In this paper, we address the new user problem by introducing several extensions to the basic matrix factorisation algorithm, which take user attributes into account when generating rating predictions. We consider both demographic attributes, explicitly supplied by users, and attributes inferred from user-generated texts. Our results show that employing our text-based user attributes yields personalised rating predictions that are more accurate than our baselines, while not requiring users to explicitly supply any information about themselves and their preferences.

(2) The problem of authorship attribution – attributing texts to their original authors – has been an active research area since the end of the 19th century, attracting increased interest in the last decade. Most of the work on authorship attribution focuses on scenarios with only a few candidate authors, but recently considered cases with tens to thousands of candidate authors were found to be much more challenging. In this paper, we propose ways of employing Latent Dirichlet Allocation in authorship attribution. We show that our approach yields state-of-the-art performance for both a few and many candidate authors, in cases where these authors wrote enough texts to be modelled effectively.

June 2011

  • Monday, 06 June 2011, 1-2pm (Room 115/63)
Host: Chang Joo Yun (River)
Title: "Intelligent Multi-Criteria Decision Making Models for Supply Chain Management"
Abstract: 
This study develops a methodological framework, which has two steps to select the supplier group and choose the suitable suppliers in the selected group based on the strategic and operational criteria, using the customer order dependent weighting method and the MCDM model. An empirical study on an auto parts manufacturing company is conducted to demonstrate the effectiveness of the model. The strategic criteria can be identified by considering the relationship between the auto parts company, its customers and suppliers, the strategic plan of the company for supplier development, the characteristics of Daegu, and the breakeven criteria. A customer order dependent weighting method is developed to determine the weights of the the supplier selection criteria. This is achieved by modeling the relationship between the customer order factors and the supplier selection criteria, using a knowledge base with if-then rules. With the elicited selection criteria weights, an MCDM model is used to select among suitable suppliers for a given customer order. More effective decision making can be achieved by identifying the relationship between the customer order factors and the supplier selection criteria. The structured two-step approach will enable the supplier development and the customer-supplier relationship enhancement of the auto parts company.
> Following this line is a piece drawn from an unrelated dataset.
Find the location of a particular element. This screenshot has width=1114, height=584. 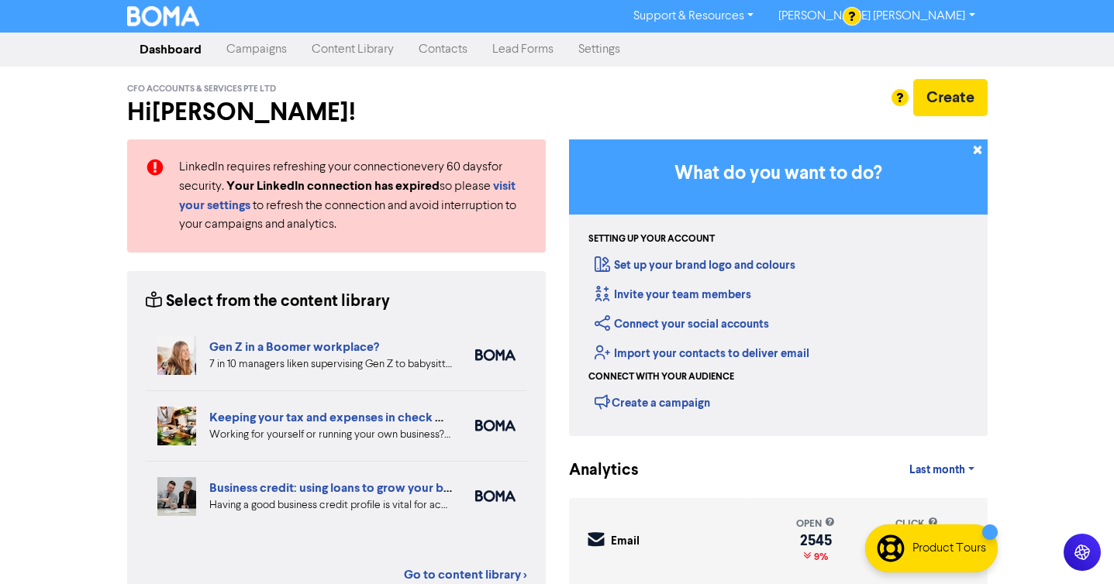

a: Business credit: using loans to grow your business is located at coordinates (346, 488).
  • Wednesday, 22 June 2011, 1-2pm (Room 115/63)
Host: Dhananjay Thiruvady (DJ)
Title: "Car Sequencing with Constraint-Based ACO"
Abstract:
Hybrid methods for solving combinatorial optimization problems have become increasingly popular recently. This study is concerned with hybrids of ant colony optimization and constraint programming which are typically useful for problems with hard constraints. However, the original algorithm suffered from large CPU time requirements. It was shown that this integration can be made efficient via a further hybridization with beam search resulting in CP-Beam-ACO. The original work suggested this in the context of job scheduling. We show here that this algorithm type is also effective on another problem class, namely car sequencing. We consider an optimization version, where we aim to optimize the utilization rates across the sequence. Car sequencing is notoriously difficult problem, because it is difficult to obtain good bounds via relaxations. We show that stochastic sampling provides superior results to well known lower bounds for this problem when combined with CP-Beam-ACO.